In 1974, Sokuzan attended the first session of Naropa Institute in Boulder, Colorado.
In 1975, he established the Dharma Study Group of Battle Creek, Michigan. It offered weekly meetings for meditation and study, as well as monthly nyinthuns, which are all-day retreats.
In 1978, Sokuzan became an authorized meditation instructor through Vajradhatu in Boulder and later completed the Vajradhatu Seminary in 1980 at Lake Louise in Alberta, Canada.
In 1990, Sokuzan met Kobun Chino Otogawa, a Zen meditation master from Japan, and became a student of his. He received lay ordination from Kobun’s brother, the late Hojosama Keibun Otagawa.

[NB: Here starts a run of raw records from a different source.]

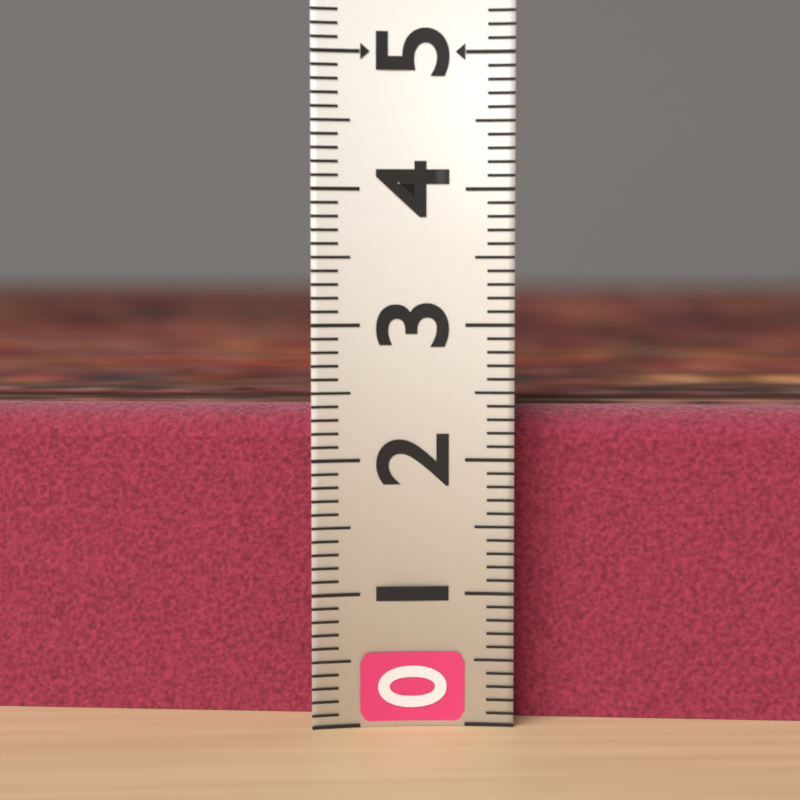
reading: 2.4 (no unit)
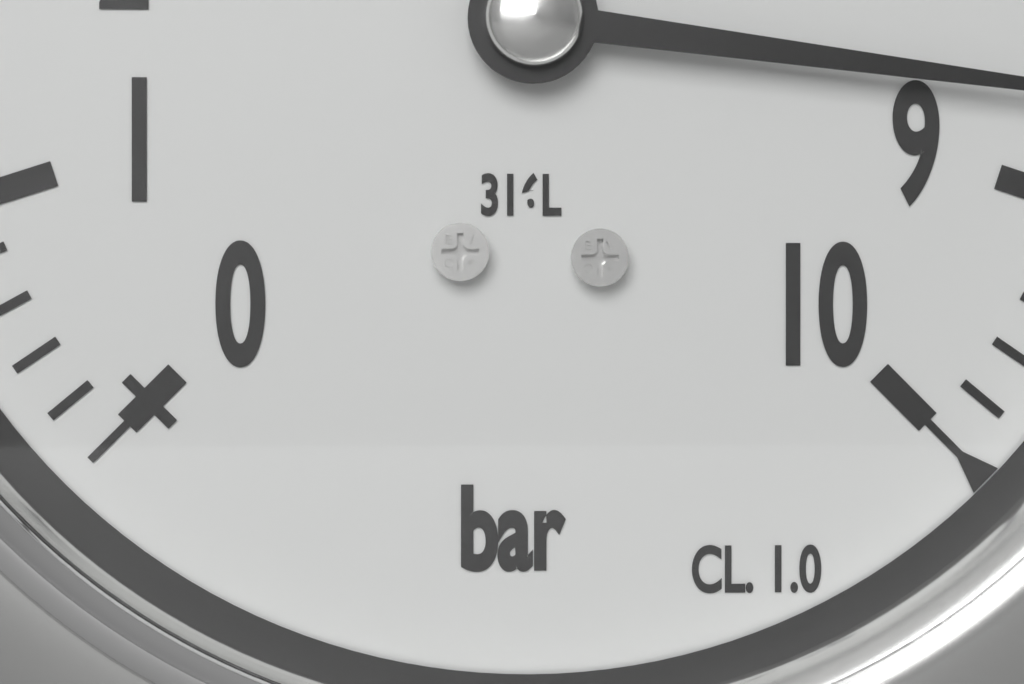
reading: 8.6 bar
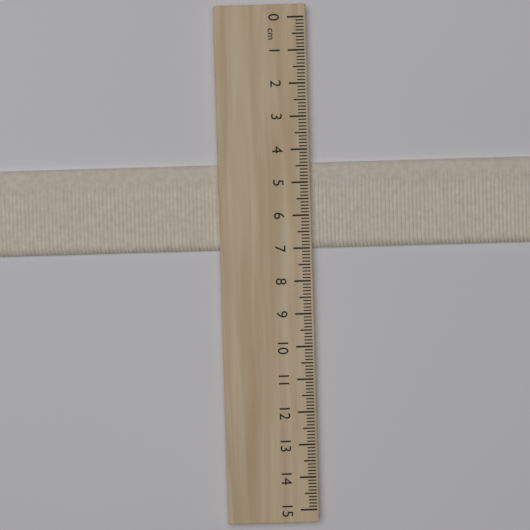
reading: 7.0 cm
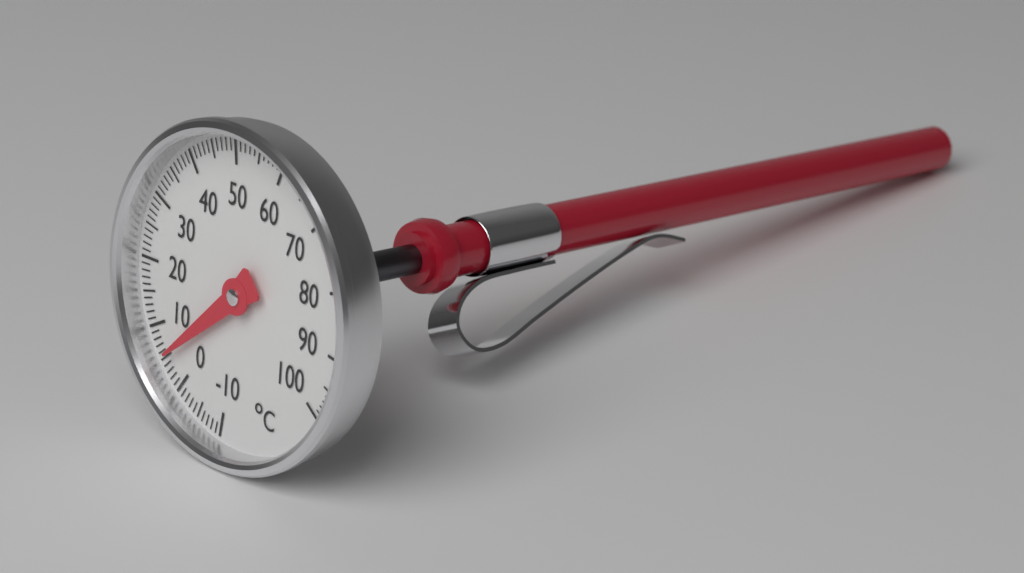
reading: 5 °C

He moved to Minnesota in the ‘90s, and the study group in Battle Creek faded out. After he retired in 2003, he moved back to Battle Creek and restarted it.
Sokuzan received full ordination as a priest in the Soto Zen lineage in 2007, and Dharma transmission from Kuzan Shoho Michael Newhall, one of Kobun's dharma heirs, and Abbot of Jikoji in Los Gatos, California, in 2013.
On November 18, 2020, Sokuzan formally established Sokukoji Buddhist Temple Monastery as a separate order known as the Order Of Immediate Light.